Potter was initially charged with second-degree manslaughter, but the first-degree charge was added in September.
The verdict came down in the same building — Hennepin County Courthouse — where Derek Chauvin was convicted of murdering George Floyd. When Potter killed Wright, Chauvin’s trial was still ongoing just 10 miles south of the deadly traffic stop.
“The prosecution of Kim Potter stood in stark contrast to the Derek Chauvin trial where the Minneapolis police department’s top brass testified and condemned Chauvin’s conduct,” civil rights attorney V. James DeSimone, who was not involved in either case, told The News. DeSimone noted that Potter’s superiors stood by her.

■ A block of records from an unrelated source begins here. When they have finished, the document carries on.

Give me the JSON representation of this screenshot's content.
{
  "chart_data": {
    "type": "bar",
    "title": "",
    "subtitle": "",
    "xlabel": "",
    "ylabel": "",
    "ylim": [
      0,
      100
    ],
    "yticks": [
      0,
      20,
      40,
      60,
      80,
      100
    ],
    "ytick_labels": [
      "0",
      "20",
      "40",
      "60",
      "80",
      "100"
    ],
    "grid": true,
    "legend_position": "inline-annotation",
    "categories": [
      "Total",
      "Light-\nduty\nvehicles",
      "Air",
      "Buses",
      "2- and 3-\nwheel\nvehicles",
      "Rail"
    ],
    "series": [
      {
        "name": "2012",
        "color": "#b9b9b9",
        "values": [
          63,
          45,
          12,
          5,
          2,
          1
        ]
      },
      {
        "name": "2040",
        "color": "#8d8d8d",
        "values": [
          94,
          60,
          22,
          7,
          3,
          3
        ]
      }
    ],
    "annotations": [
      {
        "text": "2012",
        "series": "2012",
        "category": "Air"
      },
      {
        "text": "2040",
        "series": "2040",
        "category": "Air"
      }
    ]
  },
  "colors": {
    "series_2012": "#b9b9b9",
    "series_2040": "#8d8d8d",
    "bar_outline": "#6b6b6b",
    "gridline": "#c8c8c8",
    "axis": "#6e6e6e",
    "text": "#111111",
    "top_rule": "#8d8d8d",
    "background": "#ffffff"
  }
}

“The jurors used their common sense in finding that, mistake or not, it was reckless and negligent to shoot a gun into the chest of a man behind the wheel of a car. No matter which way the prosecution sliced it, it was Officer Potter who created the risk of Daunte Wright’s death.”
Additionally, one of Potter’s defense attorneys, Earl Gray, is representing one of the three Minneapolis cops accused of aiding and abetting Floyd’s murder: Thomas Lane. Gray also represented the Minnesota officer who fatally shot Philando Castile in 2016, Jeronimo Yanez, who was acquitted.
Lane’s trial alongside Tou Thao and J. Alexander Kueng, the latest in a series of high-profile cases where cops have been charged with crimes, has been pushed to March 2022.